Understanding group-based coordination of attitudes is critically important to our most pressing global issues including climate change, vaccine hesitancy and threats to democratic processes. Until now, it has been difficult to identify opinion-based groups and to link the micro to the macro (ie. locate individuals in group-based opinion systems), as methods tend to focus on one or the other level of analysis. For example, which attitudes are most important to group identity? How are individuals located within a group depending on their individual attitudes?

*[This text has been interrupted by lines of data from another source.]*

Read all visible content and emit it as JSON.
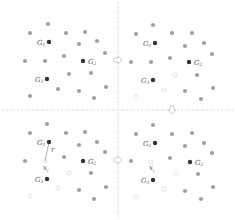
{
  "diagram": {
    "title": "",
    "dividers": {
      "vertical_x": 118,
      "horizontal_y": 110,
      "color": "#bbbbbb"
    },
    "arrows": [
      {
        "name": "arrow-right-top",
        "x": 118,
        "y": 60,
        "direction": "right"
      },
      {
        "name": "arrow-down-right",
        "x": 172,
        "y": 110,
        "direction": "down"
      },
      {
        "name": "arrow-right-bottom",
        "x": 118,
        "y": 160,
        "direction": "right"
      }
    ],
    "colors": {
      "point": "#a0a0a0",
      "centroid": "#333333",
      "hollow": "#d8d8d8",
      "line": "#777777"
    },
    "panels": [
      {
        "name": "panel-top-left",
        "ox": 0,
        "oy": 0,
        "centroids": [
          {
            "label": "G",
            "sub": "1",
            "x": 49,
            "y": 42
          },
          {
            "label": "G",
            "sub": "2",
            "x": 83,
            "y": 61
          },
          {
            "label": "G",
            "sub": "3",
            "x": 47,
            "y": 79
          }
        ],
        "points": [
          [
            48,
            24
          ],
          [
            30,
            33
          ],
          [
            66,
            33
          ],
          [
            85,
            32
          ],
          [
            79,
            44
          ],
          [
            97,
            41
          ],
          [
            105,
            53
          ],
          [
            25,
            61
          ],
          [
            45,
            61
          ],
          [
            64,
            56
          ],
          [
            69,
            74
          ],
          [
            91,
            73
          ],
          [
            58,
            89
          ],
          [
            79,
            91
          ],
          [
            106,
            87
          ],
          [
            30,
            96
          ],
          [
            94,
            98
          ]
        ],
        "hollow": [],
        "annotations": []
      },
      {
        "name": "panel-top-right",
        "ox": 117,
        "oy": 0,
        "centroids": [
          {
            "label": "G",
            "sub": "1",
            "x": 38,
            "y": 43
          },
          {
            "label": "G",
            "sub": "2",
            "x": 72,
            "y": 62
          },
          {
            "label": "G",
            "sub": "3",
            "x": 36,
            "y": 80
          }
        ],
        "points": [
          [
            36,
            25
          ],
          [
            19,
            34
          ],
          [
            55,
            33
          ],
          [
            75,
            33
          ],
          [
            68,
            46
          ],
          [
            87,
            43
          ],
          [
            95,
            54
          ],
          [
            14,
            62
          ],
          [
            34,
            62
          ],
          [
            53,
            58
          ],
          [
            80,
            75
          ],
          [
            68,
            91
          ],
          [
            96,
            88
          ],
          [
            84,
            99
          ]
        ],
        "hollow": [
          [
            58,
            75
          ],
          [
            47,
            90
          ],
          [
            19,
            97
          ]
        ],
        "annotations": []
      },
      {
        "name": "panel-bottom-left",
        "ox": 0,
        "oy": 110,
        "centroids": [
          {
            "label": "G",
            "sub": "1",
            "x": 49,
            "y": 32
          },
          {
            "label": "G",
            "sub": "2",
            "x": 83,
            "y": 51
          },
          {
            "label": "G",
            "sub": "3",
            "x": 47,
            "y": 69
          }
        ],
        "points": [
          [
            47,
            14
          ],
          [
            30,
            23
          ],
          [
            66,
            23
          ],
          [
            85,
            22
          ],
          [
            79,
            35
          ],
          [
            97,
            32
          ],
          [
            105,
            42
          ],
          [
            25,
            51
          ],
          [
            64,
            47
          ],
          [
            91,
            63
          ],
          [
            79,
            80
          ],
          [
            106,
            77
          ],
          [
            94,
            89
          ]
        ],
        "hollow": [
          [
            45,
            51
          ],
          [
            69,
            63
          ],
          [
            58,
            78
          ],
          [
            30,
            86
          ]
        ],
        "annotations": [
          {
            "type": "radius-line",
            "from": [
              49,
              32
            ],
            "to": [
              45,
              51
            ],
            "label": "r",
            "lx": 51,
            "ly": 42
          },
          {
            "type": "point-label",
            "label": "x",
            "sub": "i",
            "x": 45,
            "y": 58
          }
        ]
      },
      {
        "name": "panel-bottom-right",
        "ox": 117,
        "oy": 110,
        "centroids": [
          {
            "label": "G",
            "sub": "1",
            "x": 38,
            "y": 33
          },
          {
            "label": "G",
            "sub": "2",
            "x": 73,
            "y": 52
          },
          {
            "label": "G",
            "sub": "3",
            "x": 36,
            "y": 70
          }
        ],
        "points": [
          [
            36,
            15
          ],
          [
            19,
            24
          ],
          [
            55,
            24
          ],
          [
            75,
            23
          ],
          [
            68,
            36
          ],
          [
            87,
            33
          ],
          [
            95,
            43
          ],
          [
            14,
            51
          ],
          [
            53,
            48
          ],
          [
            81,
            64
          ],
          [
            68,
            81
          ],
          [
            96,
            77
          ],
          [
            84,
            89
          ]
        ],
        "hollow": [
          [
            34,
            52
          ],
          [
            59,
            64
          ],
          [
            47,
            79
          ],
          [
            19,
            87
          ]
        ],
        "annotations": [
          {
            "type": "point-label",
            "label": "x",
            "sub": "i",
            "x": 34,
            "y": 58
          }
        ]
      }
    ]
  }
}
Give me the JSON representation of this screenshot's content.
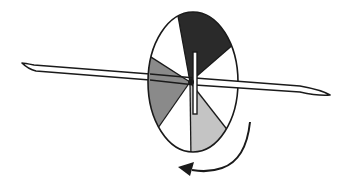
{
  "diagram": {
    "title": "",
    "disk": {
      "sectors": [
        {
          "name": "dark-sector",
          "fill": "#2a2a2a"
        },
        {
          "name": "white-sector-1",
          "fill": "#ffffff"
        },
        {
          "name": "light-sector",
          "fill": "#c4c4c4"
        },
        {
          "name": "white-sector-2",
          "fill": "#ffffff"
        },
        {
          "name": "medium-sector",
          "fill": "#8a8a8a"
        },
        {
          "name": "white-sector-3",
          "fill": "#ffffff"
        }
      ],
      "outline_color": "#1a1a1a"
    },
    "spindle": {
      "color": "#1a1a1a"
    },
    "rotation_arrow": {
      "direction": "counterclockwise-downward",
      "color": "#1a1a1a"
    }
  }
}
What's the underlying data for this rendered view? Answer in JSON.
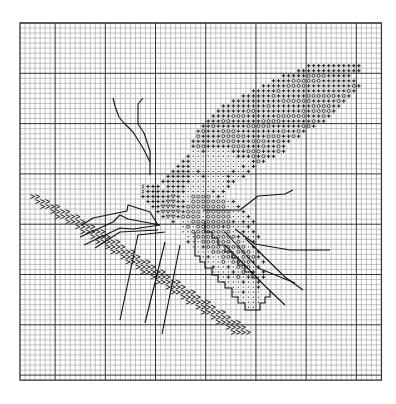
{
  "pattern": {
    "title": "",
    "grid": {
      "left": 20,
      "top": 23,
      "cols": 72,
      "rows": 71,
      "cell_w": 5.02,
      "cell_h": 5.03,
      "major_every": 10,
      "major_col_offset": 7,
      "major_row_offset": 10,
      "minor_color": "#9a9a9a",
      "major_color": "#333333",
      "border_color": "#333333"
    },
    "symbol_color": "#222222",
    "legend": {
      "+": "cross",
      "o": "circle",
      ".": "dot",
      "v": "triangle-down",
      "s": "s-mark",
      ">": "chevron"
    },
    "rows": [
      {
        "r": 8,
        "c": 57,
        "s": "+++++++++++"
      },
      {
        "r": 9,
        "c": 55,
        "s": "+++++++++++++"
      },
      {
        "r": 10,
        "c": 52,
        "s": "+++++oooo+++++"
      },
      {
        "r": 11,
        "c": 50,
        "s": "++++oooooo+++++++"
      },
      {
        "r": 12,
        "c": 48,
        "s": "+++++oooo+++++++++o+"
      },
      {
        "r": 13,
        "c": 46,
        "s": "+++++o+++++++++++++o+"
      },
      {
        "r": 14,
        "c": 44,
        "s": "++++++o++++++oooooo+o+"
      },
      {
        "r": 15,
        "c": 42,
        "s": "++++++++++oooooo+++++o+"
      },
      {
        "r": 16,
        "c": 40,
        "s": "+++++++++o++++++++oooo++"
      },
      {
        "r": 17,
        "c": 39,
        "s": "++++++oo+++++++++o+oooo+"
      },
      {
        "r": 18,
        "c": 38,
        "s": "++++ooo++++++oooooo+++o+"
      },
      {
        "r": 19,
        "c": 37,
        "s": "+++oo++++++oooo++++++o++"
      },
      {
        "r": 20,
        "c": 36,
        "s": "++o++++++ooooo++++++oo+"
      },
      {
        "r": 21,
        "c": 35,
        "s": "+o+++ooo+++++++++o++o+"
      },
      {
        "r": 22,
        "c": 35,
        "s": "o++++ooooo++++ooo++o+"
      },
      {
        "r": 23,
        "c": 34,
        "s": "+++++oooo+++ooo++o++"
      },
      {
        "r": 24,
        "c": 34,
        "s": "+oo+++++ooo+++o++o+"
      },
      {
        "r": 25,
        "c": 34,
        "s": "..+.....+++ooo+++o+"
      },
      {
        "r": 26,
        "c": 33,
        "s": "+.........+++o+o++"
      },
      {
        "r": 27,
        "c": 32,
        "s": "++............+o+"
      },
      {
        "r": 28,
        "c": 31,
        "s": "+++..........+.+"
      },
      {
        "r": 29,
        "c": 30,
        "s": "++++.+......+..+"
      },
      {
        "r": 30,
        "c": 29,
        "s": "+++++..+....+..+"
      },
      {
        "r": 31,
        "c": 28,
        "s": "++++++.......++"
      },
      {
        "r": 32,
        "c": 24,
        "s": "s+++ ++++........+"
      },
      {
        "r": 33,
        "c": 24,
        "s": "s++++++++.....+.+"
      },
      {
        "r": 34,
        "c": 24,
        "s": "++++++v+..oooo.+."
      },
      {
        "r": 35,
        "c": 25,
        "s": "++++vv++.ooooooo.+"
      },
      {
        "r": 36,
        "c": 26,
        "s": "++vvv++oooooooo..+"
      },
      {
        "r": 37,
        "c": 27,
        "s": "+vvvv+ooo.ooooo..+"
      },
      {
        "r": 38,
        "c": 28,
        "s": "+vv+oooo.ooooo...+"
      },
      {
        "r": 39,
        "c": 30,
        "s": "+ ..oooooooo+.+.+"
      },
      {
        "r": 40,
        "c": 32,
        "s": ".o.ooooo+o...+"
      },
      {
        "r": 41,
        "c": 32,
        "s": "..oooooooo..+.+"
      },
      {
        "r": 42,
        "c": 33,
        "s": "..oooooooo+...+"
      },
      {
        "r": 43,
        "c": 33,
        "s": "+..oooooo.o..+"
      },
      {
        "r": 44,
        "c": 34,
        "s": "..+ooo.oooo.+"
      },
      {
        "r": 45,
        "c": 35,
        "s": "...oooo.ooo.+"
      },
      {
        "r": 46,
        "c": 36,
        "s": ".+..ooo.ooo+"
      },
      {
        "r": 47,
        "c": 37,
        "s": "...o.oooo+ +"
      },
      {
        "r": 48,
        "c": 38,
        "s": "+..+.ooo.+"
      },
      {
        "r": 49,
        "c": 38,
        "s": "....+.o.+ +"
      },
      {
        "r": 50,
        "c": 39,
        "s": "..+.o.+..+"
      },
      {
        "r": 51,
        "c": 40,
        "s": "....+..+"
      },
      {
        "r": 52,
        "c": 41,
        "s": "......+"
      },
      {
        "r": 53,
        "c": 42,
        "s": "..+..."
      },
      {
        "r": 54,
        "c": 43,
        "s": "....."
      },
      {
        "r": 55,
        "c": 44,
        "s": "...."
      },
      {
        "r": 56,
        "c": 45,
        "s": ".."
      }
    ],
    "zigzag": [
      {
        "r": 34,
        "c": 2,
        "s": ">>"
      },
      {
        "r": 35,
        "c": 3,
        "s": ">>>"
      },
      {
        "r": 36,
        "c": 4,
        "s": ">>>>"
      },
      {
        "r": 37,
        "c": 6,
        "s": ">>>>"
      },
      {
        "r": 38,
        "c": 7,
        "s": ">>>>>"
      },
      {
        "r": 39,
        "c": 9,
        "s": ">>>>"
      },
      {
        "r": 40,
        "c": 11,
        "s": ">>>>"
      },
      {
        "r": 41,
        "c": 12,
        "s": ">>>>>"
      },
      {
        "r": 42,
        "c": 14,
        "s": ">>>>"
      },
      {
        "r": 43,
        "c": 15,
        "s": ">>>>>"
      },
      {
        "r": 44,
        "c": 17,
        "s": ">>>>"
      },
      {
        "r": 45,
        "c": 18,
        "s": ">>>>>"
      },
      {
        "r": 46,
        "c": 20,
        "s": ">>>>"
      },
      {
        "r": 47,
        "c": 21,
        "s": ">>>>>"
      },
      {
        "r": 48,
        "c": 23,
        "s": ">>>>"
      },
      {
        "r": 49,
        "c": 24,
        "s": ">>>>>"
      },
      {
        "r": 50,
        "c": 26,
        "s": ">>>>"
      },
      {
        "r": 51,
        "c": 27,
        "s": ">>>>>"
      },
      {
        "r": 52,
        "c": 29,
        "s": ">>>>"
      },
      {
        "r": 53,
        "c": 30,
        "s": ">>>>>"
      },
      {
        "r": 54,
        "c": 32,
        "s": ">>>>"
      },
      {
        "r": 55,
        "c": 33,
        "s": ">>>>>"
      },
      {
        "r": 56,
        "c": 35,
        "s": ">>>>"
      },
      {
        "r": 57,
        "c": 36,
        "s": ">>>>>"
      },
      {
        "r": 58,
        "c": 38,
        "s": ">>>>"
      },
      {
        "r": 59,
        "c": 39,
        "s": ">>>>>"
      },
      {
        "r": 60,
        "c": 41,
        "s": ">>>>"
      },
      {
        "r": 61,
        "c": 42,
        "s": ">>>>"
      }
    ],
    "lines": [
      {
        "name": "antenna-left",
        "pts": [
          [
            113,
            98
          ],
          [
            115,
            106
          ],
          [
            119,
            117
          ],
          [
            124,
            123
          ],
          [
            133,
            132
          ],
          [
            143,
            148
          ],
          [
            150,
            162
          ]
        ]
      },
      {
        "name": "antenna-right",
        "pts": [
          [
            143,
            98
          ],
          [
            138,
            104
          ],
          [
            138,
            124
          ],
          [
            144,
            133
          ],
          [
            150,
            151
          ],
          [
            150,
            175
          ]
        ]
      },
      {
        "name": "leg-1",
        "pts": [
          [
            82,
            225
          ],
          [
            93,
            218
          ],
          [
            127,
            211
          ],
          [
            128,
            205
          ],
          [
            150,
            212
          ],
          [
            158,
            225
          ]
        ]
      },
      {
        "name": "leg-2",
        "pts": [
          [
            80,
            237
          ],
          [
            113,
            222
          ],
          [
            120,
            215
          ],
          [
            128,
            219
          ],
          [
            160,
            225
          ]
        ]
      },
      {
        "name": "leg-3",
        "pts": [
          [
            84,
            245
          ],
          [
            120,
            228
          ],
          [
            133,
            229
          ],
          [
            160,
            225
          ]
        ]
      },
      {
        "name": "leg-4",
        "pts": [
          [
            95,
            248
          ],
          [
            120,
            232
          ],
          [
            158,
            230
          ]
        ]
      },
      {
        "name": "leg-5",
        "pts": [
          [
            120,
            320
          ],
          [
            138,
            235
          ],
          [
            165,
            232
          ]
        ]
      },
      {
        "name": "leg-6",
        "pts": [
          [
            145,
            323
          ],
          [
            165,
            242
          ]
        ]
      },
      {
        "name": "leg-7",
        "pts": [
          [
            162,
            334
          ],
          [
            180,
            245
          ]
        ]
      },
      {
        "name": "wing-vein-1",
        "pts": [
          [
            203,
            210
          ],
          [
            240,
            210
          ],
          [
            258,
            196
          ],
          [
            285,
            194
          ],
          [
            293,
            190
          ]
        ]
      },
      {
        "name": "wing-vein-2",
        "pts": [
          [
            235,
            229
          ],
          [
            255,
            244
          ],
          [
            290,
            250
          ],
          [
            330,
            250
          ]
        ]
      },
      {
        "name": "wing-vein-3",
        "pts": [
          [
            225,
            232
          ],
          [
            258,
            268
          ],
          [
            295,
            283
          ]
        ]
      },
      {
        "name": "wing-vein-4",
        "pts": [
          [
            225,
            245
          ],
          [
            265,
            286
          ],
          [
            285,
            305
          ]
        ]
      },
      {
        "name": "wing-vein-5",
        "pts": [
          [
            245,
            238
          ],
          [
            285,
            277
          ],
          [
            303,
            290
          ]
        ]
      },
      {
        "name": "wing-outline-lower",
        "pts": [
          [
            195,
            232
          ],
          [
            195,
            256
          ],
          [
            200,
            256
          ],
          [
            200,
            262
          ],
          [
            205,
            262
          ],
          [
            205,
            268
          ],
          [
            212,
            268
          ],
          [
            212,
            275
          ],
          [
            218,
            275
          ],
          [
            218,
            282
          ],
          [
            225,
            282
          ],
          [
            225,
            288
          ],
          [
            232,
            288
          ],
          [
            232,
            297
          ],
          [
            238,
            297
          ],
          [
            238,
            303
          ],
          [
            245,
            303
          ],
          [
            245,
            310
          ],
          [
            260,
            310
          ],
          [
            260,
            303
          ],
          [
            265,
            303
          ],
          [
            265,
            297
          ],
          [
            270,
            297
          ],
          [
            270,
            290
          ]
        ]
      },
      {
        "name": "wing-outline-inner",
        "pts": [
          [
            205,
            222
          ],
          [
            205,
            232
          ],
          [
            212,
            232
          ],
          [
            212,
            238
          ],
          [
            218,
            238
          ],
          [
            218,
            245
          ],
          [
            225,
            245
          ],
          [
            225,
            252
          ],
          [
            232,
            252
          ],
          [
            232,
            258
          ],
          [
            238,
            258
          ],
          [
            238,
            265
          ],
          [
            245,
            265
          ],
          [
            245,
            272
          ],
          [
            252,
            272
          ],
          [
            252,
            278
          ],
          [
            258,
            278
          ]
        ]
      }
    ]
  }
}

A core idea of the ERC-DAFINET project is that people are linked by the attitudes they jointly hold, and that attitudes become socially connected when they are jointly held by people. From this basic idea, we developed methods to construct bipartite networks directly from survey-based data to visualize attitude networks. This method has broad interdisciplinary relevance for visualizing group structure in survey data. For example, we have applied this method to attitude data collected in the first wave of the COVID pandemic in the UK (Maher, P. J., MacCarron, P., & Quayle, M. (2020). Mapping public health responses with attitude networks..... British Journal of Social Psychology, 59(3), 641–652.
https://doi.org/10.1111/bjso.12396(odnośnik otworzy się w nowym oknie)) and American political attitudes (Dinkelberg, A., O’Reilly, C., MacCarron, P., Maher, P. J., & Quayle, M. (2021). Multidimensional polarization dynamics in US election data..... Analyses of Social Issues and Public Policy, 21(1), 284–311.
https://doi.org/10.1111/asap.12278(odnośnik otworzy się w nowym oknie)). After deriving a graph from the survey data, we can apply network methods to detect polarization (even without extremism); identify items which most clearly distinguish groups; and track polarization over time. How much overlap is there between groups? How can we identify polarization across multiple opinion dimensions? The ERC-DAFINET project provides a breakthrough mathematical method to answer these questions, but previously required high levels of mathematical and coding expertise to implement from first-principles.
The Attitude-Maps-4-All Proof of Concept project prototyped open software for implementing this network method, making it available to ordinary end-users (researchers and practitioners across disciplines). Where it previously required high-level technical mathematical and coding skills to implement, as a result of the work done in this Proof of Concept grant, it is now accessible to any researcher.